How it WAS Curses and Blessings: 2. Orphaned and Enslaved in 19th Century Canada

Saturday, August 19, 2006

2. Orphaned and Enslaved in 19th Century Canada

Grandma was born in Brighton, England in 1892. Toward the end of that decade, Queen Victoria laid her hand upon Grandma’s head and told the assembled that she’d “never seen such a well-behaved child”. It was one of a very few positive memories the bewildered little girl retained from the British orphanage, after her father had been killed in an accident and her mother had died from pneumonia.

In 1899, my grandmother became a “Home Child”, one of over 100,000 children who were shipped to Canada from Great Britain between 1869 and the early 1930s during the child emigration movement. In Canada, the little orphan, Annie and her siblings were scattered. Grandma was abandoned on a farm in Wilkie, Saskatchewan, far away from her home at 64 Shirley Street and the stony beaches of Brighton. As she slowly settled into life on the prairie, every night she clutched her meagre memories and quietly cried for her ‘Mama’.

Mrs. H., the matriarch of the farm family to which young Annie had been sent, showed the eight year-old orphan no warmth, no love. Grandma was nothing more than a maid and farm hand. Mr. H., the archetypal henpecked husband, seemed to see the injustices but did nothing to right them, though he sometimes tipped Grandma off, that “Ma” was on her way, and that Grandma should address her chores smartly. He’d accompany this with the warning of what might happen if Grandma misbehaved. “Ma will ‘light on you with a stick!’” (The line was said in an upward reaching scale. “Stick!” was right there at the crescendo, striking fear into the heart of at least one little girl.) The children in the H. family were provided with piano lessons, and nice clothes; Grandma was not. She wore the cast-offs and learned to play the piano by ear. The only toy she had was a doll that lived high on a shelf, and Grandma was permitted to play with it only when company was visiting.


Drop every picture, then print the rest of the listing exactly as given.

Excerpted records:
● ● ●

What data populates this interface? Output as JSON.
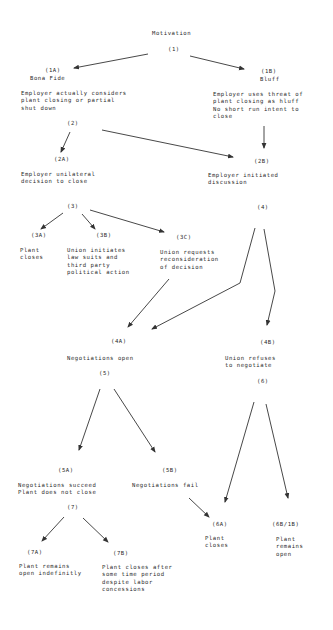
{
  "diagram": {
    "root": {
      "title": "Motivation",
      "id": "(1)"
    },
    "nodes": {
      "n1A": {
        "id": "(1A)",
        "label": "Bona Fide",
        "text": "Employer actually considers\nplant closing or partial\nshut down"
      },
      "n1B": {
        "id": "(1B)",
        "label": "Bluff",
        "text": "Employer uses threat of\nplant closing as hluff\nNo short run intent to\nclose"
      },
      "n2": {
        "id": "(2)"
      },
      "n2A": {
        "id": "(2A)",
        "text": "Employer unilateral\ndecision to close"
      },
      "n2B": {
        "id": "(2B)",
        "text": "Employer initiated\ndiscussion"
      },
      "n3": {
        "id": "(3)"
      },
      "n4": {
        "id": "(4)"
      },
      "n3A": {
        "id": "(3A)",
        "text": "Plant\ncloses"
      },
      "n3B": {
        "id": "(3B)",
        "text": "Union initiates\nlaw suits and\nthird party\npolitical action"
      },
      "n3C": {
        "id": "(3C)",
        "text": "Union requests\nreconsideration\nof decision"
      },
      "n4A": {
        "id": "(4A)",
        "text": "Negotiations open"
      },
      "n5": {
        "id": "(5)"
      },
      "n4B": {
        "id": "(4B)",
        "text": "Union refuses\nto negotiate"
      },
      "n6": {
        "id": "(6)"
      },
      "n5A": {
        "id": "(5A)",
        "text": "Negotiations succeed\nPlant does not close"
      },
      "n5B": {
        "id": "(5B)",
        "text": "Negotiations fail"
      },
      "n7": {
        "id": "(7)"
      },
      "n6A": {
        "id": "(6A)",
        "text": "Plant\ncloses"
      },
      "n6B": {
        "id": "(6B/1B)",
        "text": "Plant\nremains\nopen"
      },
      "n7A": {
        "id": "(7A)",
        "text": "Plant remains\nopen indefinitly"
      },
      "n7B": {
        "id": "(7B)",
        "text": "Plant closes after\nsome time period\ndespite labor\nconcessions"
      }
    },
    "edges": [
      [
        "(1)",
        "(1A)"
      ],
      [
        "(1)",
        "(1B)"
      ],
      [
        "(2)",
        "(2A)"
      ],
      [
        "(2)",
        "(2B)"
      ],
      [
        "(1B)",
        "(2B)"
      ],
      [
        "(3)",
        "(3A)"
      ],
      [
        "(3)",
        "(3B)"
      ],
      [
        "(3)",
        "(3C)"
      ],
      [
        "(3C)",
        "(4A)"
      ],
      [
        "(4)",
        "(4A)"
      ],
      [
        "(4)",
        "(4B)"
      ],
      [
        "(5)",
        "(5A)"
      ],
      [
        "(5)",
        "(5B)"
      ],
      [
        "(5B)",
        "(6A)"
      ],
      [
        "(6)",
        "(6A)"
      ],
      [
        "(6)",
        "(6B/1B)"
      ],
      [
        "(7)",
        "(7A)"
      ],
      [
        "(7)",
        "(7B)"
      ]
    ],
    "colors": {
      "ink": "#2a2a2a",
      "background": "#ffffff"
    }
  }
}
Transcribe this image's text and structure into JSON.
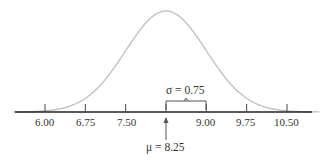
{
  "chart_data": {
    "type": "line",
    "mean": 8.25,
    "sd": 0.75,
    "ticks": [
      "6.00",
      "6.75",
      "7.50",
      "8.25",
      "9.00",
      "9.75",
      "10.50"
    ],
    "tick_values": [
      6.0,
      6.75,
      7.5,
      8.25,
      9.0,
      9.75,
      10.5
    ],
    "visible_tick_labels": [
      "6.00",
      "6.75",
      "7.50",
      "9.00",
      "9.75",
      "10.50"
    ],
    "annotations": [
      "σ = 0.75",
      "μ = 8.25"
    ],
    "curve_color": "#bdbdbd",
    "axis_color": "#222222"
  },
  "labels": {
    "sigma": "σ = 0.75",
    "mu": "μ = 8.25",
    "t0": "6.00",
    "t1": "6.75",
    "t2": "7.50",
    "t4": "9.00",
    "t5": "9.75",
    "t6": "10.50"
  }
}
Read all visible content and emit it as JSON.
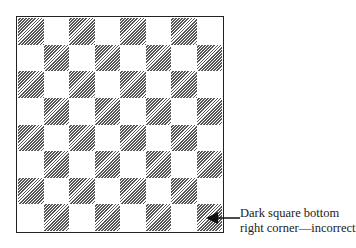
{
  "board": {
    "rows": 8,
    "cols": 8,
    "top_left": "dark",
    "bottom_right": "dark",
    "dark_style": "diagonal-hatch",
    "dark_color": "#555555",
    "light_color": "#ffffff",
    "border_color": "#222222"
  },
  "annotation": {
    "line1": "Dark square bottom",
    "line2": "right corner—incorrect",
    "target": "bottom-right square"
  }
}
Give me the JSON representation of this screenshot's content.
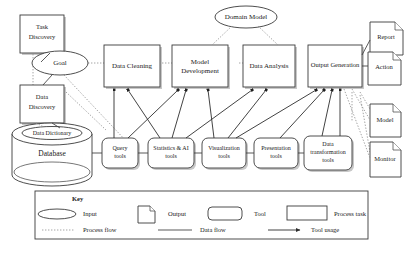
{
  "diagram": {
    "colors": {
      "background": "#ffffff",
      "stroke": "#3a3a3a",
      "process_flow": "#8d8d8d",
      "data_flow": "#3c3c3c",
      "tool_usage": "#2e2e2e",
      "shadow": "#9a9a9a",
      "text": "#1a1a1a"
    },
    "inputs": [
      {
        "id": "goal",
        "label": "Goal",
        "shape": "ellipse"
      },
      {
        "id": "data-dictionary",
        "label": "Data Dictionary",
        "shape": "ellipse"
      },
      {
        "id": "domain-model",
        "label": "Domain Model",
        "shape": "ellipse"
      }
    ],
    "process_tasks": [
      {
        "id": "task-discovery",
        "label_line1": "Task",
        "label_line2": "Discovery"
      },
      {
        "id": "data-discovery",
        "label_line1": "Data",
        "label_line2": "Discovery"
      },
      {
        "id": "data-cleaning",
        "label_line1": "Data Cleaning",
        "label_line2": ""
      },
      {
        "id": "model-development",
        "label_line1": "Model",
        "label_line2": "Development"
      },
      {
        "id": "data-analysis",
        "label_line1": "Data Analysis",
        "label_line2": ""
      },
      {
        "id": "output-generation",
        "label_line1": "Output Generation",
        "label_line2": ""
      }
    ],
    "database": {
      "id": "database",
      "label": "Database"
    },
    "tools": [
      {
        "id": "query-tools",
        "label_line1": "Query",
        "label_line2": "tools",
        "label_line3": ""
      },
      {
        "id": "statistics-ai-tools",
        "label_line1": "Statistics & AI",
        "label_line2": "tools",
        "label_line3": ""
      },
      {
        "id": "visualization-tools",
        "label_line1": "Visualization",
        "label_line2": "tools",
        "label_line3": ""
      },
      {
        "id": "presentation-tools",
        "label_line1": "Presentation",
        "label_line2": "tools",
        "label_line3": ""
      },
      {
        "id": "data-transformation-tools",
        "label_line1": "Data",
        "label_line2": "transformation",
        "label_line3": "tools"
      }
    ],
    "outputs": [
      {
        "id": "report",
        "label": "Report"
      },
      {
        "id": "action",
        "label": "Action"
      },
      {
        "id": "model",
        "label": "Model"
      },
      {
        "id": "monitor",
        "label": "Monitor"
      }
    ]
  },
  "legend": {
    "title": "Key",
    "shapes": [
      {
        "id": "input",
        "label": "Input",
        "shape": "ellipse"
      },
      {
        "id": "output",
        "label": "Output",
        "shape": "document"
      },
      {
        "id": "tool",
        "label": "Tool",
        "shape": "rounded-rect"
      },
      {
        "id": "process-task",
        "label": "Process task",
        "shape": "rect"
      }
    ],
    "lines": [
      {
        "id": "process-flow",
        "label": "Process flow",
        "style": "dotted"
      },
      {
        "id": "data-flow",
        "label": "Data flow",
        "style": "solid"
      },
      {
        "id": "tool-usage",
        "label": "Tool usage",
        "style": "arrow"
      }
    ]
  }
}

● ● ●

Written response:
What data populates this interface? Output as JSON.
{
  "diagram": {
    "root": {
      "title": "Motivation",
      "id": "(1)"
    },
    "nodes": {
      "n1A": {
        "id": "(1A)",
        "label": "Bona Fide",
        "text": "Employer actually considers\nplant closing or partial\nshut down"
      },
      "n1B": {
        "id": "(1B)",
        "label": "Bluff",
        "text": "Employer uses threat of\nplant closing as hluff\nNo short run intent to\nclose"
      },
      "n2": {
        "id": "(2)"
      },
      "n2A": {
        "id": "(2A)",
        "text": "Employer unilateral\ndecision to close"
      },
      "n2B": {
        "id": "(2B)",
        "text": "Employer initiated\ndiscussion"
      },
      "n3": {
        "id": "(3)"
      },
      "n4": {
        "id": "(4)"
      },
      "n3A": {
        "id": "(3A)",
        "text": "Plant\ncloses"
      },
      "n3B": {
        "id": "(3B)",
        "text": "Union initiates\nlaw suits and\nthird party\npolitical action"
      },
      "n3C": {
        "id": "(3C)",
        "text": "Union requests\nreconsideration\nof decision"
      },
      "n4A": {
        "id": "(4A)",
        "text": "Negotiations open"
      },
      "n5": {
        "id": "(5)"
      },
      "n4B": {
        "id": "(4B)",
        "text": "Union refuses\nto negotiate"
      },
      "n6": {
        "id": "(6)"
      },
      "n5A": {
        "id": "(5A)",
        "text": "Negotiations succeed\nPlant does not close"
      },
      "n5B": {
        "id": "(5B)",
        "text": "Negotiations fail"
      },
      "n7": {
        "id": "(7)"
      },
      "n6A": {
        "id": "(6A)",
        "text": "Plant\ncloses"
      },
      "n6B": {
        "id": "(6B/1B)",
        "text": "Plant\nremains\nopen"
      },
      "n7A": {
        "id": "(7A)",
        "text": "Plant remains\nopen indefinitly"
      },
      "n7B": {
        "id": "(7B)",
        "text": "Plant closes after\nsome time period\ndespite labor\nconcessions"
      }
    },
    "edges": [
      [
        "(1)",
        "(1A)"
      ],
      [
        "(1)",
        "(1B)"
      ],
      [
        "(2)",
        "(2A)"
      ],
      [
        "(2)",
        "(2B)"
      ],
      [
        "(1B)",
        "(2B)"
      ],
      [
        "(3)",
        "(3A)"
      ],
      [
        "(3)",
        "(3B)"
      ],
      [
        "(3)",
        "(3C)"
      ],
      [
        "(3C)",
        "(4A)"
      ],
      [
        "(4)",
        "(4A)"
      ],
      [
        "(4)",
        "(4B)"
      ],
      [
        "(5)",
        "(5A)"
      ],
      [
        "(5)",
        "(5B)"
      ],
      [
        "(5B)",
        "(6A)"
      ],
      [
        "(6)",
        "(6A)"
      ],
      [
        "(6)",
        "(6B/1B)"
      ],
      [
        "(7)",
        "(7A)"
      ],
      [
        "(7)",
        "(7B)"
      ]
    ],
    "colors": {
      "ink": "#2a2a2a",
      "background": "#ffffff"
    }
  }
}
Transcribe this image's text and structure into JSON.
{
  "chart_data": {
    "type": "line",
    "mean": 8.25,
    "sd": 0.75,
    "ticks": [
      "6.00",
      "6.75",
      "7.50",
      "8.25",
      "9.00",
      "9.75",
      "10.50"
    ],
    "tick_values": [
      6.0,
      6.75,
      7.5,
      8.25,
      9.0,
      9.75,
      10.5
    ],
    "visible_tick_labels": [
      "6.00",
      "6.75",
      "7.50",
      "9.00",
      "9.75",
      "10.50"
    ],
    "annotations": [
      "σ = 0.75",
      "μ = 8.25"
    ],
    "curve_color": "#bdbdbd",
    "axis_color": "#222222"
  },
  "labels": {
    "sigma": "σ = 0.75",
    "mu": "μ = 8.25",
    "t0": "6.00",
    "t1": "6.75",
    "t2": "7.50",
    "t4": "9.00",
    "t5": "9.75",
    "t6": "10.50"
  }
}
Read all visible content and emit it as JSON.
{
  "board": {
    "rows": 8,
    "cols": 8,
    "top_left": "dark",
    "bottom_right": "dark",
    "dark_style": "diagonal-hatch",
    "dark_color": "#555555",
    "light_color": "#ffffff",
    "border_color": "#222222"
  },
  "annotation": {
    "line1": "Dark square bottom",
    "line2": "right corner—incorrect",
    "target": "bottom-right square"
  }
}
Give me the JSON representation of this screenshot's content.
{
  "diagram": {
    "colors": {
      "background": "#ffffff",
      "stroke": "#3a3a3a",
      "process_flow": "#8d8d8d",
      "data_flow": "#3c3c3c",
      "tool_usage": "#2e2e2e",
      "shadow": "#9a9a9a",
      "text": "#1a1a1a"
    },
    "inputs": [
      {
        "id": "goal",
        "label": "Goal",
        "shape": "ellipse"
      },
      {
        "id": "data-dictionary",
        "label": "Data Dictionary",
        "shape": "ellipse"
      },
      {
        "id": "domain-model",
        "label": "Domain Model",
        "shape": "ellipse"
      }
    ],
    "process_tasks": [
      {
        "id": "task-discovery",
        "label_line1": "Task",
        "label_line2": "Discovery"
      },
      {
        "id": "data-discovery",
        "label_line1": "Data",
        "label_line2": "Discovery"
      },
      {
        "id": "data-cleaning",
        "label_line1": "Data Cleaning",
        "label_line2": ""
      },
      {
        "id": "model-development",
        "label_line1": "Model",
        "label_line2": "Development"
      },
      {
        "id": "data-analysis",
        "label_line1": "Data Analysis",
        "label_line2": ""
      },
      {
        "id": "output-generation",
        "label_line1": "Output Generation",
        "label_line2": ""
      }
    ],
    "database": {
      "id": "database",
      "label": "Database"
    },
    "tools": [
      {
        "id": "query-tools",
        "label_line1": "Query",
        "label_line2": "tools",
        "label_line3": ""
      },
      {
        "id": "statistics-ai-tools",
        "label_line1": "Statistics & AI",
        "label_line2": "tools",
        "label_line3": ""
      },
      {
        "id": "visualization-tools",
        "label_line1": "Visualization",
        "label_line2": "tools",
        "label_line3": ""
      },
      {
        "id": "presentation-tools",
        "label_line1": "Presentation",
        "label_line2": "tools",
        "label_line3": ""
      },
      {
        "id": "data-transformation-tools",
        "label_line1": "Data",
        "label_line2": "transformation",
        "label_line3": "tools"
      }
    ],
    "outputs": [
      {
        "id": "report",
        "label": "Report"
      },
      {
        "id": "action",
        "label": "Action"
      },
      {
        "id": "model",
        "label": "Model"
      },
      {
        "id": "monitor",
        "label": "Monitor"
      }
    ]
  },
  "legend": {
    "title": "Key",
    "shapes": [
      {
        "id": "input",
        "label": "Input",
        "shape": "ellipse"
      },
      {
        "id": "output",
        "label": "Output",
        "shape": "document"
      },
      {
        "id": "tool",
        "label": "Tool",
        "shape": "rounded-rect"
      },
      {
        "id": "process-task",
        "label": "Process task",
        "shape": "rect"
      }
    ],
    "lines": [
      {
        "id": "process-flow",
        "label": "Process flow",
        "style": "dotted"
      },
      {
        "id": "data-flow",
        "label": "Data flow",
        "style": "solid"
      },
      {
        "id": "tool-usage",
        "label": "Tool usage",
        "style": "arrow"
      }
    ]
  }
}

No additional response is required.